Log In


Reset Password
  • MENU
    Music
    Friday, April 26, 2024

    'Finding' success: Deborah Goodrich Royce hits the big time with her first novel

    Deborah Goodrich Royce. Submitted.
    Deborah Goodrich Royce hits the big time with her first novel

    Deborah Goodrich Royce has a new identity.

    The onetime actress, former Miramax story editor, and wife and philanthropic partner of Charles “Chuck” Royce can now add successful published author to her resume.

    Her debut novel, “Finding Mrs. Ford,” is getting high praise from the likes of People magazine, Kirkus Reviews, Forbes, and the New York Times Book Review.

    For locals, there’s a lot to relate to, with Watch Hill, where Chuck and Deborah Royce have a home, a central part of the story. But the novel, named one of the five-must read summer mysteries for 2019 by forbes.com, is deeper and more sweeping than a privileged oceanfront community.

    It’s about two young women finding their way in gritty Detroit in the summer of 1979, powerful men, a sleazy disco, Iraqi Chaldeans, and the Italian mob.

    Royce says the book is about female identity. The idea for it, she said, germinated for a long time before she sat down to write the story.

    “Who are we?” she asks when pinned down to say what her book is really all about. “Are we the same person and entity throughout the course of our lives? In a way, yes, and in a way, no.” 

    Women, she believes, are very adept at reinventing themselves, and that’s what happens as she chronicles the lives of two of her primary characters, Annie and Susan.

    The story is all fiction, but she acknowledges that the places, buildings and attractions, like the Watch Hill Carousel, or the Ocean House resort that her husband revived, are real.

    “Every place is written factually. There are no fictional place names, but my story is fictitious,” she said. 

    Her characters, however, are a different story. Yes, they are made up, but Jack Ford Sr. in her story is obviously a lot like her husband, Chuck Royce.

    In the fictional narrative, she writes about his outfit the first time his later wife in the story meets him.

    “Jack walked in like he just stepped off a Hinckley yacht — pink pants, a green and white checked shirt, navy blazer, yellow socks and a sky-blue sweater thrown around his shoulders. He was a cacophony of color.”

    “Yes,” she acknowledges now, “Jack is based on Chuck. I’m not sure I could write about Chuck in the same way, but I did extract some fun things, some dear and special things,” she admits. 

    Royce grew up in Detroit and harkened back to her youth there for the early years of her story. But the book, which toggles between 1979 and 2014, is a roller coaster ride,and that’s what she intended. It methodically climbs to a peak, and then there’s a bombshell, and the metaphorical coaster goes flying down the track.

    She wrote much of the book in the conservatory at her Watch Hill home, surrounded by plants and looking out over the water. But writing wasn’t easy. She received at least 30 rejection letters, she said, until connecting with editors and an agent who helped to shape her ideas into more of a thriller than she had intended.

    And over the decades, like her female characters, she’s reinvented herself.

    “I put the Goodrich back in my name,” she said of adding her maiden name between Deborah and Royce, “And I did that for a reason."

    For a quarter century, she focused on working and raising her children, then divorced and later remarried.

    “It was a reconfiguration of my life,” said Royce. “And in this second half, or final third, I have just felt a greater flow of creative ideas. … I’m reknitting the pieces of myself back together and that feels really good.”

    There have been early positive reviews, but with the good, there is criticism, too. She mentions a letter she received, and the message, “Really, Deborah, all these $50 words when a $2 word would do?”

    She knows about reviews; she used to be an actress.

    Royce is traveling extensively to promote “Finding Mrs. Ford.”

    “I want people to know that it really is a book about identity, what a person reveals and what a person conceals, and that is true of everybody,” she said. “No one reveals everything about themselves.”

    She was an only child and has always been a devoted reader. And she's been a partner in her husband's philanthropy, and they have supported such projects as the establishment of downtown Westerly's Savoy Bookshop & Café. But this accomplishment, the success of this book, has been her own.

    Some writers can multitask, but Royce said not her. While working and raising her daughters, even with the idea of the book in her head, she just couldn’t get to it. 

    But life changed, and Royce found her opportunity.

    “I realized the time was now or never to take my shot, and I got really serious about writing,” she said.

    And already, she’s working on her next novel, something she calls “Ruby Falls.”

    About the book

    Title: "Finding Mrs. Ford" 

    Author: Deborah Goodrich Royce

    Publisher: Post Hill Press (June 2019)

    Details: 320 pages, list price $27

    Meet the Author: At  5 p.m. Aug. 25 at R.J. Julia Booksellers in Madison 

    Comment threads are monitored for 48 hours after publication and then closed.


- [INSTRUCTIONS FOR THE TASK]
Among the entries, find the lines with the string "Addresses" and report them.

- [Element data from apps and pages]
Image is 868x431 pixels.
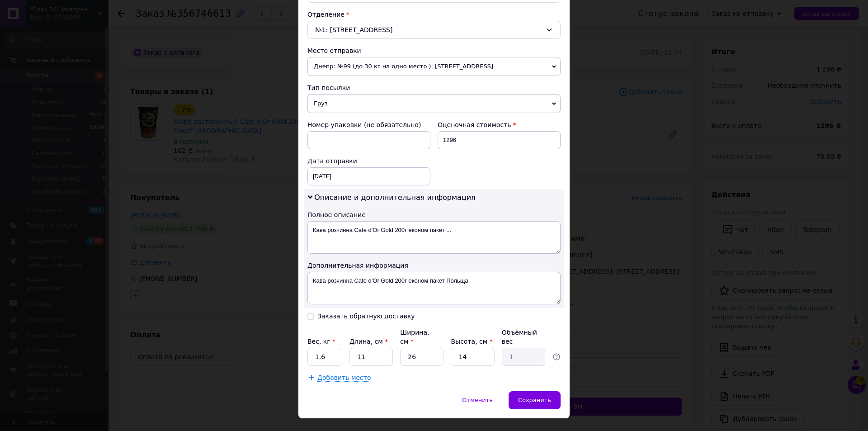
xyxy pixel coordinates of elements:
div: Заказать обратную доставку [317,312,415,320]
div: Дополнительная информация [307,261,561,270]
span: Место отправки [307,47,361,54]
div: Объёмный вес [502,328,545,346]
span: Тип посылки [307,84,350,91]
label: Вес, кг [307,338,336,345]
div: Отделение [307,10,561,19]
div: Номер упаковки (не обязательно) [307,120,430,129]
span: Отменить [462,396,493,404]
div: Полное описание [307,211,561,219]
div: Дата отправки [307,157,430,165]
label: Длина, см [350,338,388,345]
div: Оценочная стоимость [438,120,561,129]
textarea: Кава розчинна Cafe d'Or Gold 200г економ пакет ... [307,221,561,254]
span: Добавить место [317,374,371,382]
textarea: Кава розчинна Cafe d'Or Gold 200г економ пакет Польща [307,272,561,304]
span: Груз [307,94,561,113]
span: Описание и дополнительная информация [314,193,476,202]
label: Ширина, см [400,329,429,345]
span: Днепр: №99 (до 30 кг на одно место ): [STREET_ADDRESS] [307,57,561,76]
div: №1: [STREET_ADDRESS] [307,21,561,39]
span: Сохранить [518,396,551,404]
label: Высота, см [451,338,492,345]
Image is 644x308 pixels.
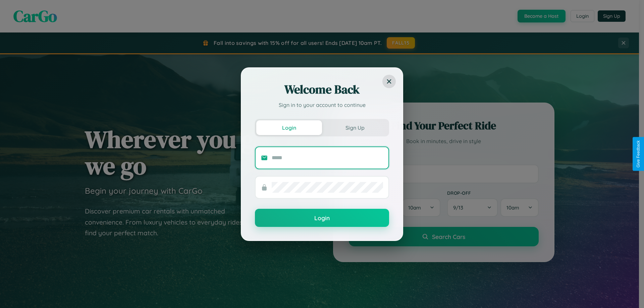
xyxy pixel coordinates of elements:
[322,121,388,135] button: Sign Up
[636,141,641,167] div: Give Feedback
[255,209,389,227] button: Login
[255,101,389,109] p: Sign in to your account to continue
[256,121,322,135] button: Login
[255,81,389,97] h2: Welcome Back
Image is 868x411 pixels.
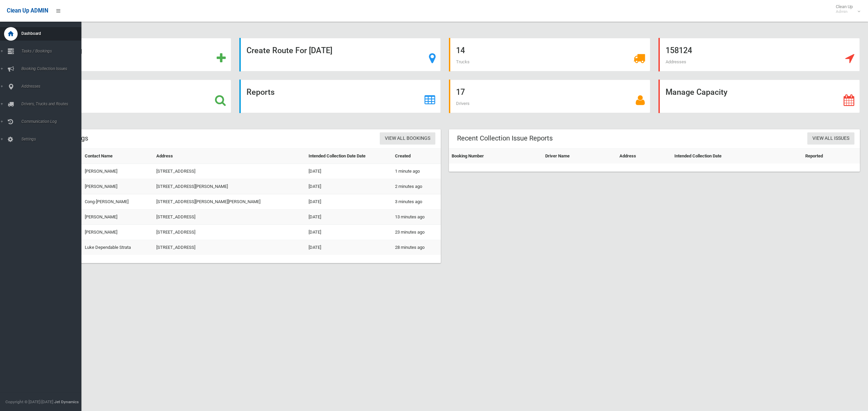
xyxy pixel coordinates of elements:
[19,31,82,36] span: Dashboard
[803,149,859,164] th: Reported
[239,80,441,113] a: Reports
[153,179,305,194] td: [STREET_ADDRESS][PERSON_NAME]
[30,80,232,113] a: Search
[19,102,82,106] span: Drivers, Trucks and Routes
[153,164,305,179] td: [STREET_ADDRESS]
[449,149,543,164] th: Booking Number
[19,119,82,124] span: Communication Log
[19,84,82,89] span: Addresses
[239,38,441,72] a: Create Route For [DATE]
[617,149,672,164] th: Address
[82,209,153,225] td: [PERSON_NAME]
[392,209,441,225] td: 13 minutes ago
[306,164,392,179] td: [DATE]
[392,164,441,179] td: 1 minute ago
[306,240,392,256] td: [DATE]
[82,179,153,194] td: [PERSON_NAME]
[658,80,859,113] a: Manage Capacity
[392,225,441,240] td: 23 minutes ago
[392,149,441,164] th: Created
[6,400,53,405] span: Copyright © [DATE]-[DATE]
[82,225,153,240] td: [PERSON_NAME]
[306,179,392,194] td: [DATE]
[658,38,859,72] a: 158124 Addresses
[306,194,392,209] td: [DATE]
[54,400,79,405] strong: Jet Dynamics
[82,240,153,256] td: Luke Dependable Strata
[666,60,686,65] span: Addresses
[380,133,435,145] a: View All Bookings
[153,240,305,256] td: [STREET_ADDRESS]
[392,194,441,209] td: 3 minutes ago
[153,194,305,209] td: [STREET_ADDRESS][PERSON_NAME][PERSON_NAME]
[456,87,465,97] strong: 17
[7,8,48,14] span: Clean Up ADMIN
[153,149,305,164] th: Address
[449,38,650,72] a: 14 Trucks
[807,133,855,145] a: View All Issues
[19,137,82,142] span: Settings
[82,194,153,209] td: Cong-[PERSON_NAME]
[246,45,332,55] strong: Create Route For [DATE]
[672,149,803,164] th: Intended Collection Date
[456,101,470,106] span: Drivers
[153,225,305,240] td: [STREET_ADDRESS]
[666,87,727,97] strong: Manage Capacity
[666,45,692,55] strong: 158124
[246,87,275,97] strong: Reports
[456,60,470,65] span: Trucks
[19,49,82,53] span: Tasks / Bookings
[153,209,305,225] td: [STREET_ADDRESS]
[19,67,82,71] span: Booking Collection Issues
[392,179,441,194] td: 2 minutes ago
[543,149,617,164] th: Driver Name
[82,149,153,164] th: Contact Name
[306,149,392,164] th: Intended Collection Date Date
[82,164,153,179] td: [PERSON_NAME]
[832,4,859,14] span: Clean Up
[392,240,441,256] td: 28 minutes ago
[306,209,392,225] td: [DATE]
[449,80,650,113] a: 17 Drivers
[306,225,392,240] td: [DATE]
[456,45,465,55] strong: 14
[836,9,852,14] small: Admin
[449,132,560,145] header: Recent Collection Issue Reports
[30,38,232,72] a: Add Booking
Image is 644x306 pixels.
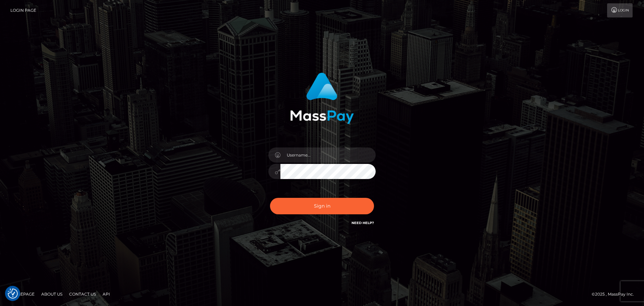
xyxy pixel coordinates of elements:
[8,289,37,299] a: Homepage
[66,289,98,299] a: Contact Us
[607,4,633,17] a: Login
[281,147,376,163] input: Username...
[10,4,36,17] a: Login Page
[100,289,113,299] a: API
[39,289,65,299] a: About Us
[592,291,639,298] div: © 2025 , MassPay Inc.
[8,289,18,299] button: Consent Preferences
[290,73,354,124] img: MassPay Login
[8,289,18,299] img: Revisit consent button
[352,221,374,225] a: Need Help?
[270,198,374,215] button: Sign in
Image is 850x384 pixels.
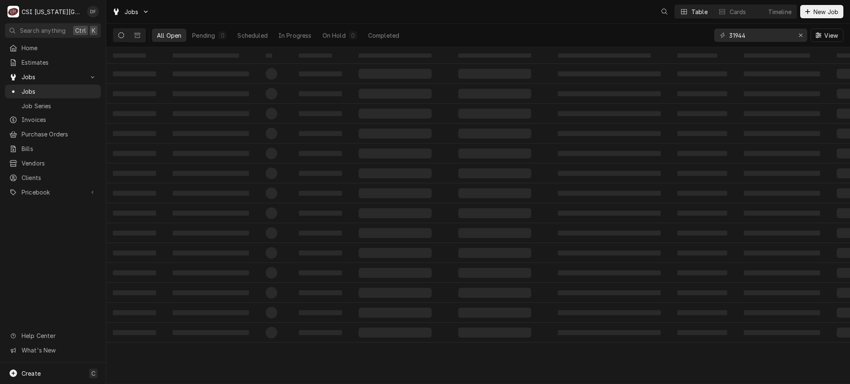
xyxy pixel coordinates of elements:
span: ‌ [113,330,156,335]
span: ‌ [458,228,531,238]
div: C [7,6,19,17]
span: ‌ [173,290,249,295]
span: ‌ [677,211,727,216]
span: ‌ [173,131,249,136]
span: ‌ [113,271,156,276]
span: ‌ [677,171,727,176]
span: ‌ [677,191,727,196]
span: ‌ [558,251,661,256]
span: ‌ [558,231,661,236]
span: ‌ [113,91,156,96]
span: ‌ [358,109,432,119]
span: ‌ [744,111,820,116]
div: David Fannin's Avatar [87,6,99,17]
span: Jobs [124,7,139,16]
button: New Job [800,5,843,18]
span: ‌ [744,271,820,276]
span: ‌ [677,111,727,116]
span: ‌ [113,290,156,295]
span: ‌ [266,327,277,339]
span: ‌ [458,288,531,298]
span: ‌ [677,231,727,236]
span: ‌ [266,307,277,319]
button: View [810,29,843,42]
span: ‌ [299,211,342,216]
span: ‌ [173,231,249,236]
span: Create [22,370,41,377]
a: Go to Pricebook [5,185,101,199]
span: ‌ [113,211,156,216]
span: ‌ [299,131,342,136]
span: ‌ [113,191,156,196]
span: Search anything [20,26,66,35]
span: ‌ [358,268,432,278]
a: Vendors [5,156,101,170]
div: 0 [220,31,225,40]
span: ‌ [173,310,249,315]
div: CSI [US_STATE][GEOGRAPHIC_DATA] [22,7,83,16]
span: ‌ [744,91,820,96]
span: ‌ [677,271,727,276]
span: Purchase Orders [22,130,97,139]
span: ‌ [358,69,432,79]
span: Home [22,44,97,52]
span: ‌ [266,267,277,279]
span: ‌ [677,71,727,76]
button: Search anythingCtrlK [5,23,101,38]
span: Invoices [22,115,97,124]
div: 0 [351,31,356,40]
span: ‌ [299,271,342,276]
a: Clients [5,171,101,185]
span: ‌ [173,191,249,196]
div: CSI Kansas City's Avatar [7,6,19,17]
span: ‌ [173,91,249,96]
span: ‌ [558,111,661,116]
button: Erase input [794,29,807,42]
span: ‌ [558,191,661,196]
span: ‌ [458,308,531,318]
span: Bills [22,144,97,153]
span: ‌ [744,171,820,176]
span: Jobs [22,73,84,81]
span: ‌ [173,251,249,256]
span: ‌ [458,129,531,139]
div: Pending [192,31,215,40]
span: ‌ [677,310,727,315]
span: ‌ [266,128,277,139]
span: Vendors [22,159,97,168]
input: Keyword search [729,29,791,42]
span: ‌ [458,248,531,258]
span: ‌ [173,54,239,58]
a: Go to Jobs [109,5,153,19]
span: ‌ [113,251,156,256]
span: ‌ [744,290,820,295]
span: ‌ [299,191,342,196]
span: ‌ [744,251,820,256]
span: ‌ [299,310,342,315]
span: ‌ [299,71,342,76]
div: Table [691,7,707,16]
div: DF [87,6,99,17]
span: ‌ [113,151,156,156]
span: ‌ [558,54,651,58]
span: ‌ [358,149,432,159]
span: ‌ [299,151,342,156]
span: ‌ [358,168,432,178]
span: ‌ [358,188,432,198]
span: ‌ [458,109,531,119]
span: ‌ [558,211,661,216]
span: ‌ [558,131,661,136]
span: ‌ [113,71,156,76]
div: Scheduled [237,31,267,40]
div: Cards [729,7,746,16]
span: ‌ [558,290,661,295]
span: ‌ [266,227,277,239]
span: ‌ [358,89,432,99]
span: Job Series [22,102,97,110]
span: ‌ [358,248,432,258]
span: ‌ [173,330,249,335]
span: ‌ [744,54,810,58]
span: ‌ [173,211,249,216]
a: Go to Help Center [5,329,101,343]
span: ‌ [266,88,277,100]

- [RESPONSE BOX]
[19,84,82,89] span: Addresses
[658,38,859,72] a: 158124 Addresses
[666,60,686,65] span: Addresses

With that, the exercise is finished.